CodeMash 2012
2012-01-28
I had the good fortune of attending my first CodeMash a couple of weeks ago. CodeMash is a conference in Sandusky, OH in the middle of winter at an indoor waterpark/convention center. All 1200 tickets were sold out in 20 minutes and the registration rush brought EventBrite’s servers to their knees. There weren’t any Perl talks (maybe I’ll submit one next year), but there was a wide range of topics to choose from.
Building For the Cloud at Netflix
Carl Quinn from Netflix gave an excellent talk on how Netflix uses Amazon Web Services. They have a really slick setup where a deployment involves simply firing up a new, pre-baked instance and redirecting traffic to it through the load balancer. The new version runs alongside the old version and a rollback simply involves telling the load balancer to send all traffic back to the old version. By pre-baking images they avoid having to do any scripting on the instance as part of deployment. Pretty slick. And their so redundant with their Cassandra instances, they put them on ephemeral storage, which means that the data disappears if the instance is shutdown.
Becoming a Ruby Gemcutter
I only caught the second half of Nick Quaranto’s talk on building ruby gems, but what I did see was a good outline of best practices for creating and managing your own gems. I was also interested to learn of GemTesters, which is basically CPAN Testers for Ruby. I often hear Perl mongers mention that no other community has something like CPAN Testers and that makes Perl better. Well, Ruby has it.
Cooking Environments With Chef
I was really looking forward to this talk by Colin Gemmell and wasn’t disappointed. Colin went over the basics of knife, roles, recipes, and cookbooks, while making it all seem so easy. I’ve even started playing around with Chef at work already and am hoping to automate a good chunk of our infrastructure management with it. Nothing like a developer pretending to be a sysadmin. I think we call that devops now.
Cross-Platform Mobile Apps With jQuery Mobile
I had the misfortune of fumbling around with jQTouch this summer, so I was looking forward to hearing about how the 1.0 release of jQuery Mobile was working out. Apparently a lot has changed since the summer and it is now on a path to becoming the dominant browser-based mobile framework. It’s even got Visual Studio 2010 and Dreamweaver CS5 integration, which indicates some serious momentum to me. I’m hoping to get the opportunity to play around with this some more on a side project.
Information Overload
Scott Hanselman is one of the best speakers you will ever see at a tech conference and this talk did not disappoint. He went over how to deal with information overload. Scott gets hundreds of emails a day and can never hope to give everybody the slice of his time that they wish they could have. Dealing with this has led to him developing a number of techniques for coping. For example, he splits his inbox by whether the message was sent to him or he was just CC’d. If you CC him on an email, he may never read it. If it was important you would have sent it to him. The talk was a blend of many time management and organization techniques and I highly encourage you to check it out once it’s up on InfoQ within the next few months.
Beautiful Front End Code With Backbone.js and CoffeeScript
Backbone.js and CoffeeScript are two tools that I’ve been interested in, but have not had the motivation to actually check out. I’ve been through the quagmire of trying to understand jQuery eventing gone wild. And I’ve been the one writing the code. At some point ad-hoc event handlers just gets to be too much to manage and that is where a tool like Backbone.js comes in handy. Backbone.js is just a client-side MVC framework. That’s it. And coupled with the expressiveness of CoffeeScript you can get a lot done with just a little bit of code. I see myself using this judiciously in the future. For many sites it would be overkill, but even those sites often have certain pages which are more JS-heavy than others.
It was a great conference. Many attendees consider CodeMash to be the best conference they attend every year. I was just about the only Perl guy there, but it was great being immersed with developers with a wide variety of skills. And it’s very satisfying to play in a waterpark in January while it snows outside.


Look through the records, and wherever the string "apply" turns up, copy out that line.

(Input for this task)

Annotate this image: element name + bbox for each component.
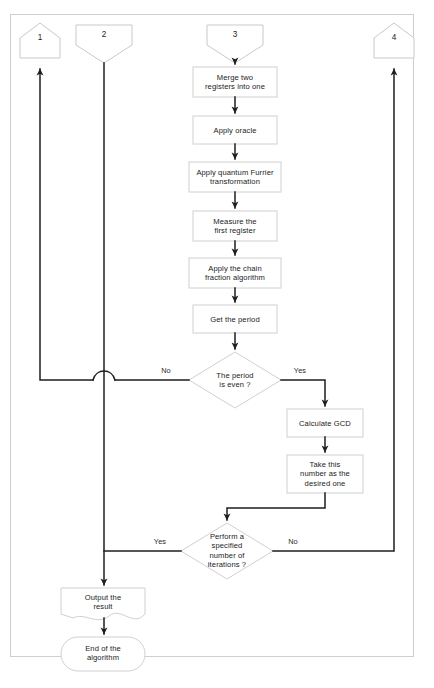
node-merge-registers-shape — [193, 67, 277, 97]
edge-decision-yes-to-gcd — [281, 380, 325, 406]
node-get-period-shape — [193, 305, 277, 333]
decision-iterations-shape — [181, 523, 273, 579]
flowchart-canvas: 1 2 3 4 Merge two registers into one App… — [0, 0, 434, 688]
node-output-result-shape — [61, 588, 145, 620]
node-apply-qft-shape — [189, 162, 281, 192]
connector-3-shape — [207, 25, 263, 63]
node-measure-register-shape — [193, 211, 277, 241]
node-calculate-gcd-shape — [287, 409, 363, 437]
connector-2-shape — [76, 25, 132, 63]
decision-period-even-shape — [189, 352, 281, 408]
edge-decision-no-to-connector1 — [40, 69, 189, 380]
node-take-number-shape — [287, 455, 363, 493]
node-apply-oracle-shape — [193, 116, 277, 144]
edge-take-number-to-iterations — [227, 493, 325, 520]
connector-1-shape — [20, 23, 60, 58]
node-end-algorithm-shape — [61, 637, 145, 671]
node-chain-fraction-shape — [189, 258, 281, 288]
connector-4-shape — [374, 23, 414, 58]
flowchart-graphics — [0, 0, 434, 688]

(End Input for this task)
(Input for this task)

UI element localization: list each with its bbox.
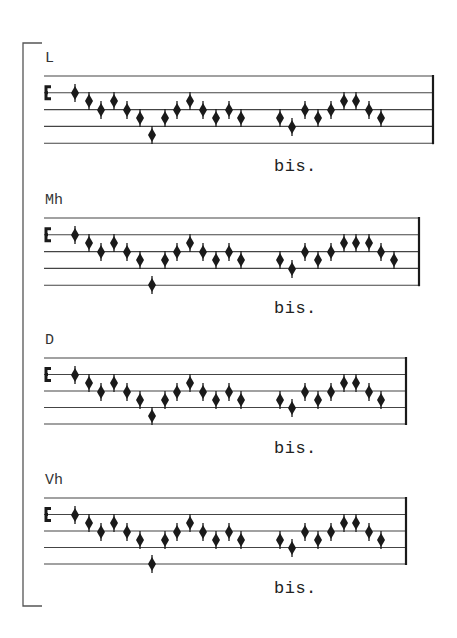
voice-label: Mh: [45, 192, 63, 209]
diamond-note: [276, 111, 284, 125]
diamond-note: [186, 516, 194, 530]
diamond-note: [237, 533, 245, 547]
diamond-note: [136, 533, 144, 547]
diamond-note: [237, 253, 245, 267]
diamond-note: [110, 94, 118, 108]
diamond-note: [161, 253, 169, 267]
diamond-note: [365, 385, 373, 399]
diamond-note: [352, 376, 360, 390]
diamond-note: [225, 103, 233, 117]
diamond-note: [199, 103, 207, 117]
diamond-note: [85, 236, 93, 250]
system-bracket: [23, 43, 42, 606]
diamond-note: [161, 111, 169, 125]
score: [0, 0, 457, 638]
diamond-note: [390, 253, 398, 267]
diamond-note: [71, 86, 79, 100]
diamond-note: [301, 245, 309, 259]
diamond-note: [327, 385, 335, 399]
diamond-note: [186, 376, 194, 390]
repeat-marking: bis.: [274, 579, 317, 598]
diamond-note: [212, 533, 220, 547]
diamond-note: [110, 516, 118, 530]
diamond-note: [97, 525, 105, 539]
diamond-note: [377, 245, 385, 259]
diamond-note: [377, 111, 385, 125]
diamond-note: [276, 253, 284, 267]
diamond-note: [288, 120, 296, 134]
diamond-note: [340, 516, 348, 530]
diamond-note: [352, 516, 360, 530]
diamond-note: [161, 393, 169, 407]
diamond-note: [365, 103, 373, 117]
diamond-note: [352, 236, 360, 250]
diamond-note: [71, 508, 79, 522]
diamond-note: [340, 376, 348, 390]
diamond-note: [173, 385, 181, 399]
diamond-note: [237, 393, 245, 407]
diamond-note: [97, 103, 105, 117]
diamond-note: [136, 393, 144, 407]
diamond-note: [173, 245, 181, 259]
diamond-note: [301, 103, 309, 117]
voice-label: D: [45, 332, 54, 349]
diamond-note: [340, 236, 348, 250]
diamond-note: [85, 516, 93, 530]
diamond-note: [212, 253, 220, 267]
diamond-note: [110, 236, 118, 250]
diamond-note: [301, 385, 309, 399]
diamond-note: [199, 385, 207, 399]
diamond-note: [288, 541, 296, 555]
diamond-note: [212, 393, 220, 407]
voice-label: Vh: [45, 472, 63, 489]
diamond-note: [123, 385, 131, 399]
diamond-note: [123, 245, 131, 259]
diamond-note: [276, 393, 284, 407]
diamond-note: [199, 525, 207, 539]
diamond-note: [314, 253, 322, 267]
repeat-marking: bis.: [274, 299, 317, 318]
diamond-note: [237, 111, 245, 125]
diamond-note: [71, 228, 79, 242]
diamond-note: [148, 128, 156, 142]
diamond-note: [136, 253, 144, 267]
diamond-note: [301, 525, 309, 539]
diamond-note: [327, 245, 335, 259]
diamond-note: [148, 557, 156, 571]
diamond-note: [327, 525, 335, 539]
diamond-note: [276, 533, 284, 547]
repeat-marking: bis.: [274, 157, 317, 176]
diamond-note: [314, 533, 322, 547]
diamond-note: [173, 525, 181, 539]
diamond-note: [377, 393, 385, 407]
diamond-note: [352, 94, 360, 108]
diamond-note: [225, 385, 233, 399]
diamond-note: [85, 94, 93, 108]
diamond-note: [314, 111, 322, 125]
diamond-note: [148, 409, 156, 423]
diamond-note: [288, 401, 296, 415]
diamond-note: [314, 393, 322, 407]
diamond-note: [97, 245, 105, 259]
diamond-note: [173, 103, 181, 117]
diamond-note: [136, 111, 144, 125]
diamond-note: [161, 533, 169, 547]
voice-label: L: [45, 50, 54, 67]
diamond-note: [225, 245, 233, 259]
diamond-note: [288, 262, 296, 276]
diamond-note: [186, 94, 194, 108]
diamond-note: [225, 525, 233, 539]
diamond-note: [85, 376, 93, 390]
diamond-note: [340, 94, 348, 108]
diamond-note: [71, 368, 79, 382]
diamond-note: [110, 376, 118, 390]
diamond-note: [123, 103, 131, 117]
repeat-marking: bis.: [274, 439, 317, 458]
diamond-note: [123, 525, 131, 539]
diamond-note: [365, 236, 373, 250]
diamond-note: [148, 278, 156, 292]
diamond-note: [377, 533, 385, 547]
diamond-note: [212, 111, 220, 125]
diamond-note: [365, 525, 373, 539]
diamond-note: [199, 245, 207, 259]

(End Input for this task)

## Output below
node-apply-qft-shape — [189, 162, 281, 192]
node-apply-oracle-shape — [193, 116, 277, 144]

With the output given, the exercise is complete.